Satisfied with her answer, he watched her go reluctantly, knowing she was right, that she made trips alone up that road often enough. But as he looked in on the sleeping Matthew, he couldn't shake a bad feeling. He'd had hunches before, some even saying he had a sixth sense.
With a glass of a liquid much stronger than water in hand, he tried to relax for a little while. The murder case, the epidemic, Matthew. It was taking a toll, and he was tired, that's all it was. Cephea was right--he was a man of law, not superstitious mumbo-jumbo.
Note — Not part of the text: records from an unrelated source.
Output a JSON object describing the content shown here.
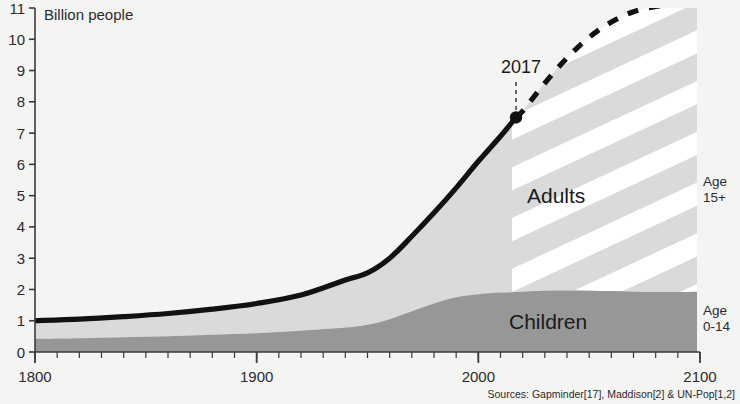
{
  "chart_data": {
    "type": "area",
    "title": "",
    "subtitle": "",
    "ylabel": "Billion people",
    "xlabel": "",
    "xlim": [
      1800,
      2100
    ],
    "ylim": [
      0,
      11
    ],
    "grid": false,
    "legend_position": "in-chart",
    "y_ticks": [
      0,
      1,
      2,
      3,
      4,
      5,
      6,
      7,
      8,
      9,
      10,
      11
    ],
    "y_tick_labels": [
      "0",
      "1",
      "2",
      "3",
      "4",
      "5",
      "6",
      "7",
      "8",
      "9",
      "10",
      "11"
    ],
    "x_ticks": [
      1800,
      1900,
      2000,
      2100
    ],
    "x_tick_labels": [
      "1800",
      "1900",
      "2000",
      "2100"
    ],
    "x_minor_tick_step": 10,
    "projection_start_year": 2017,
    "annotation": {
      "label": "2017",
      "year": 2017,
      "value": 7.5
    },
    "x": [
      1800,
      1820,
      1840,
      1860,
      1880,
      1900,
      1920,
      1940,
      1950,
      1960,
      1970,
      1980,
      1990,
      2000,
      2010,
      2017,
      2020,
      2030,
      2040,
      2050,
      2060,
      2070,
      2080,
      2090,
      2100
    ],
    "series": [
      {
        "name": "Children",
        "label": "Children",
        "side_label_line1": "Age",
        "side_label_line2": "0-14",
        "color": "#979797",
        "values": [
          0.42,
          0.44,
          0.47,
          0.5,
          0.55,
          0.6,
          0.68,
          0.78,
          0.87,
          1.05,
          1.3,
          1.55,
          1.75,
          1.85,
          1.9,
          1.92,
          1.93,
          1.96,
          1.97,
          1.96,
          1.95,
          1.93,
          1.92,
          1.92,
          1.93
        ]
      },
      {
        "name": "Adults",
        "label": "Adults",
        "side_label_line1": "Age",
        "side_label_line2": "15+",
        "color": "#dadada",
        "values": [
          0.58,
          0.61,
          0.66,
          0.73,
          0.82,
          0.95,
          1.14,
          1.52,
          1.66,
          1.95,
          2.4,
          2.9,
          3.5,
          4.25,
          5.0,
          5.58,
          5.77,
          6.64,
          7.43,
          8.1,
          8.6,
          8.95,
          9.13,
          9.2,
          9.17
        ]
      }
    ],
    "total_line": {
      "name": "Total population",
      "historical_values": [
        1.0,
        1.05,
        1.13,
        1.23,
        1.37,
        1.55,
        1.82,
        2.3,
        2.53,
        3.0,
        3.7,
        4.45,
        5.25,
        6.1,
        6.9,
        7.5
      ],
      "projected_values": [
        7.7,
        8.6,
        9.4,
        10.06,
        10.55,
        10.88,
        11.05,
        11.12,
        11.1
      ]
    },
    "stripes": {
      "description": "diagonal hatch marking projection region from 2017 to 2100",
      "color": "#ffffff"
    }
  },
  "source_note": "Sources: Gapminder[17], Maddison[2] & UN-Pop[1,2]"
}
He settled back, listening to the sounds of distant thunder that were lulling him to sleep like a lullaby.
With his eyes half-focused, a vision came unbidden to his mind--so sudden, clear and detailed, it made him sit up gasping for air as if he'd been submerged in water. Grateful he'd hooked up his sister to the new phone lines in town, he got her to sit with Matthew, and then raced to the Model T.
The wind had picked up, gusting to at least thirty miles an hour, and he knew the storm was getting closer. Unlike Cephea, he wasn't used to navigating the country road up the mountain in the dark, and although he wanted to race up that road, it wouldn't do anyone good if he drove right off a cliff.
About half-way up, the beams from his headlights fell on two silhouetted figures in the road, one on the ground, the other standing over. As he braked hard to keep from hitting them, he could see Cephea was the one lying down and standing over her was Becka's spurned suitor, Farrell Haber, holding a large rock in his hand, ready to bring it crashing down on Cephea's head.
Praeger laid his hand on the car's horn, and the shocked Haber hesitated before dropping the rock and running off. Unlike Haber, Praeger didn't hesitate and was out of the car in a flash and soon had the boy pinned beneath him, then whipped out the handcuffs and rope he'd brought along.
With Haber lying on the grass like a strung-up calf, the Sheriff hurried to Cephea, who tried to sit up, looking dazed. “He said he weren't going to no jail over some bitch. Not sure if he meant Becka or me.”
Immensely relieved she wasn't hurt, Praeger held her against his chest, as she sagged into his embrace. “How'd you know to come, Daniel?”
How, indeed? Even to think it seemed insane to him. “I had a vision--like one of those moving picture shows--in my mind. I could see you on the road with someone trying to kill you. It felt as real as if I was watching it happen in person.”
Cephea reached up to touch the crystal. “My people ain't all modern like me. They cotton to the old ways. Some believe in witches and powers. My uncle Milton once said witchcraft runs in families but skips over a generation.”
Praeger turned her face so he could look at her squarely in the eye. “What are you saying, Cephea?”
She moved the hand that had been touching the crystal up to his face, tracing a line down his cheek, then across his lips. “Maybe those townsfolk needta stop looking to Melungeons for their witches, Daniel. You pull out your gramma's necklace, one you haint thought of in a-month-of-Sundays, give it to me to wear and all of a sudden you come a vision? They's such a thing as warlocks, too.”
He was still too much on an adrenaline high from tackling Haber and from hearing those ruby lips of Cephea's say his name, to consider her words seriously. No, he wouldn't think about never getting sick, about the sixth sense. And he certainly wouldn't dwell on all those times in the Argonne Forest when soldiers around him were falling like flies and he was never hit, not once. For now, he'd savor the feeling of Cephea's body against his, as he held her even more tightly, to ward off the spirits of darkness and keep her safe.
END
BIO
BV Lawson's story honors include a Center Press Masters Literary Award, 1st place in an Armchair Interviews contest, and contest finalist with Deadly Ink 2007, Mysterical-E, Crime and Suspense, Press 53 Open Awards, 2008 and 2009 Derringers, and the 2010 American Independent Writers competition. Other short-story credits include Great Mystery and Suspense, Cantaraville, ESC! Magazine, Mouth Full of Bullets, Northern Haunts, Static Movement, Powder Burn Flash, Plots With Guns, Cynic Online, PMS: Poison, Murder, Satisfaction, and Chesapeake Crimes IV: They Had It Comin'.